How do newlines affect the interpretation of the lua code internally?
I am using vs 2015 and lua 5.3.0
EDIT:
My first example was not exact, and did not produce the detailed effect for me neither, but I was able to recreate the problem from the original code:
std::fstream _Stream("test.lua", std::ios::ate | std::ios::in);
std::string _Source;
if(_Stream.is_open()) {
_Source.resize(_Stream.tellg());
_Stream.seekg(0, std::ios::beg);
_Stream.read(&_Source[0], _Source.size());
_Stream.close();
}
std::cout << "std::string::size() = " << _Source.size() << std::endl;
std::cout << "strlen() = " << strlen(_Source.c_str()) << std::endl;
The content of test.lua is "function start()\n\tprint("start")\nend\n\nstart()"
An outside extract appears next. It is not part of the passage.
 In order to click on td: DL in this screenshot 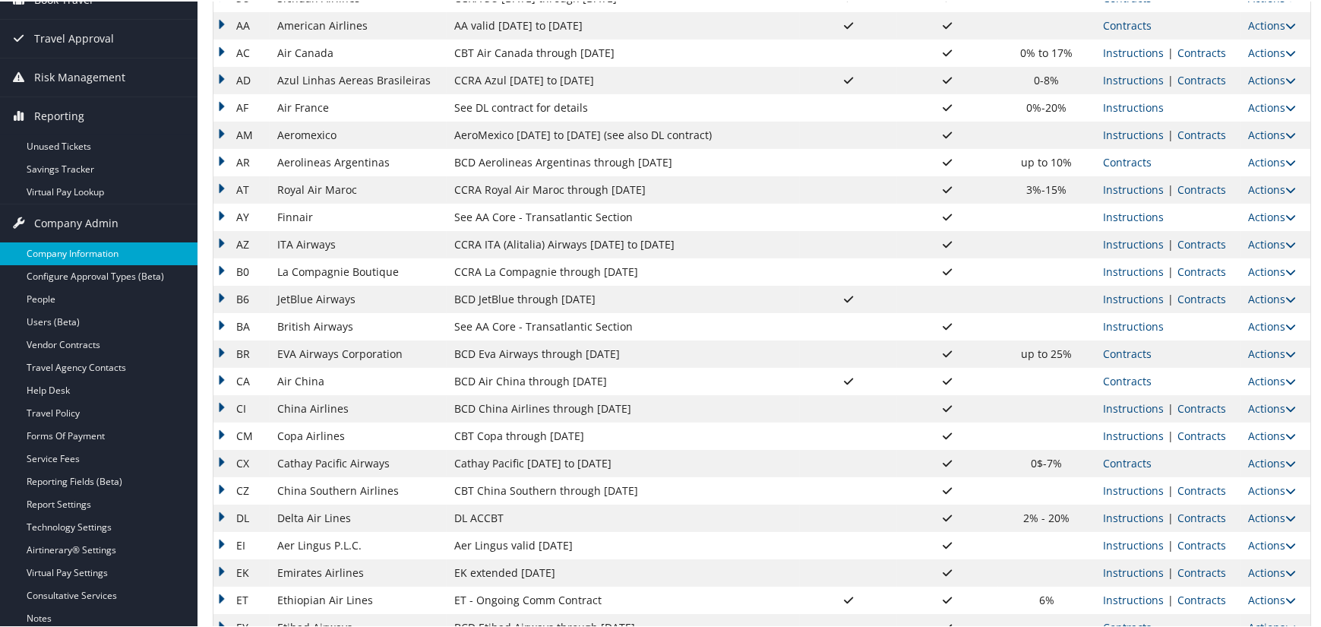, I will do `click(242, 516)`.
The difference is the number of newlines:
http://i.stack.imgur.com/y0QOW.png
Window's line endings (CR+LF) are two characters making the file size larger than the number of characters in the string so the resize operation uses the file size and not the length of the null-terminated string. strlen reports the length of the null-terminated string and counts \n as a single character. You can make the size match the length of the C string by resizing the string to match afterwards:
_Source.resize(strlen(_Source.c_str()) + 1);
I am writing following codes to transmit ASCII(62), ASCII(42),ASCII(62),ASCII(112) through serial port.
DWORD written;
WriteFile(serialHandle,">>p",strlen(">>p"),&written,NULL);
But right now I want to transmit ASCII(4).ASCII(0) also, but I don't know how to write them into char type.
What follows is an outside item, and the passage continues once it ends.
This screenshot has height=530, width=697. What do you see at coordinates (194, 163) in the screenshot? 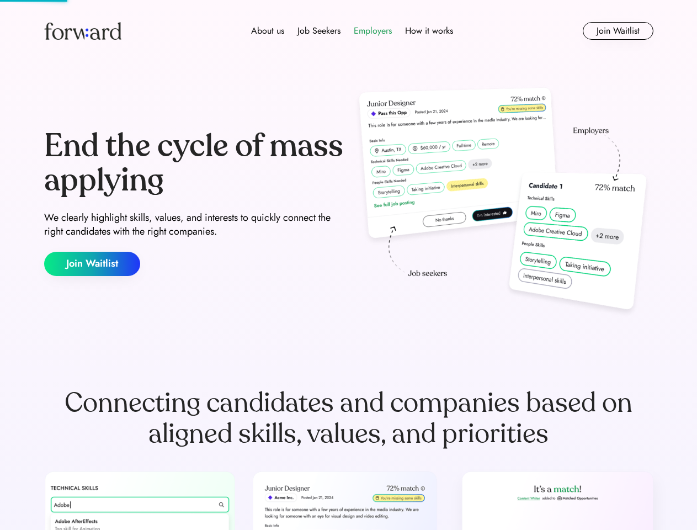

If I write: WriteFile(serialHandle, 4,1, &written, NULL); the VC++ system will give me an error message.
Would you please help me to re-write WriteFile function to meet my requirement?
You do not have to use " quotes with WriteFile. Seems like you should learn to use arrays.
char buf[2];
buf[0] = 4;
buf[1] = 0;
WriteFile(serialHandle, buf, 2, &written, NULL);
I want to send the double quote character to my CreateProcess function. How can I do the correct way? I want to send all of this characters: "%h"
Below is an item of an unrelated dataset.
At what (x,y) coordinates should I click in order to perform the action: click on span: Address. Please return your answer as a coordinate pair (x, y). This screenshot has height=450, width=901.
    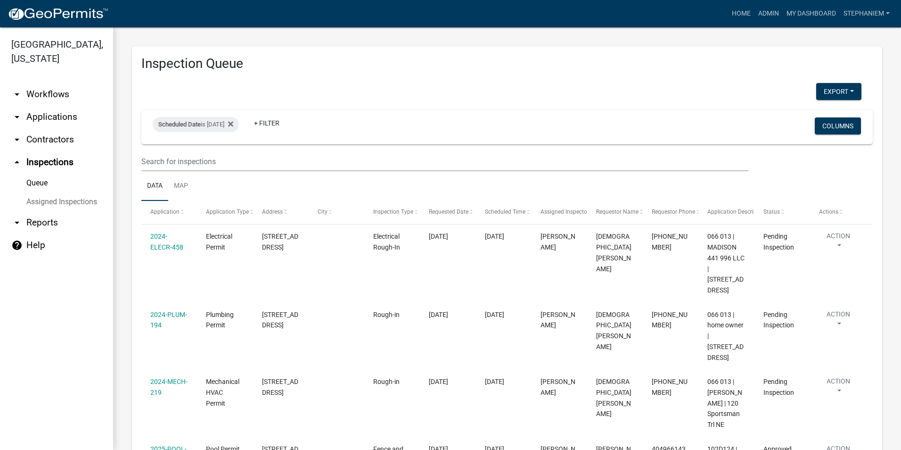
    Looking at the image, I should click on (272, 212).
CreateProcess(L"C:\\identify -format ",L"\"%h\" trustedsnapshot.png",0,0,TRUE,NORMAL_PRIORITY_CLASS|CREATE_NO_WINDOW,0,0,&sInfo,&pInfo);
note: "identify" is an Imagemagick program.
Here is the full code:
int ExecuteExternalFile()
{
SECURITY_ATTRIBUTES secattr;
ZeroMemory(&secattr,sizeof(secattr));
secattr.nLength = sizeof(secattr);
secattr.bInheritHandle = TRUE;
HANDLE rPipe, wPipe;
//Create pipes to write and read data
CreatePipe(&rPipe,&wPipe,&secattr,0);
STARTUPINFO sInfo;
ZeroMemory(&sInfo,sizeof(sInfo));
PROCESS_INFORMATION pInfo;
ZeroMemory(&pInfo,sizeof(pInfo));
sInfo.cb=sizeof(sInfo);
sInfo.dwFlags=STARTF_USESTDHANDLES;
sInfo.hStdInput=NULL;
sInfo.hStdOutput=wPipe;
sInfo.hStdError=wPipe;
CreateProcess(L"C:\\identify",L" -format \"%h\" trustedsnapshot.png",0,0,TRUE,NORMAL_PRIORITY_CLASS|CREATE_NO_WINDOW,0,0,&sInfo,&pInfo);
CloseHandle(wPipe);
char buf[100];
DWORD reDword;
CString m_csOutput,csTemp;
BOOL res;
do
{
res=::ReadFile(rPipe,buf,100,&reDword,0);
csTemp=buf;
m_csOutput+=csTemp.Left(reDword);
}while(res);
//return m_csOutput;
float fvar;
//fvar = atof((const char *)(LPCTSTR)(m_csOutput)); ori
//fvar=atof((LPCTSTR)m_csOutput);
fvar = _tstof(m_csOutput);
const size_t len = 256;
wchar_t buffer[len] = {};
_snwprintf(buffer, len - 1, L"%d", fvar);
MessageBox(NULL, buffer, L"test print createprocess value", MB_OK);
return fvar;
}
I need this function to return the integer value from the CreateProcess.
The way you wrote it should work OK, or do you have any problems with it?
Your problem is not the quotes. There are two problems with the way you pass parameters to CreateProcess. The first is that the command line passed in the second argument should include the name of the command (that is, it should include the value for "argv[0]"), the second is that the redirection (> testt.txt) is not handled by the CreateProcess API,. Unless c:\identify expects such arguemnts, you should not include this in the command line.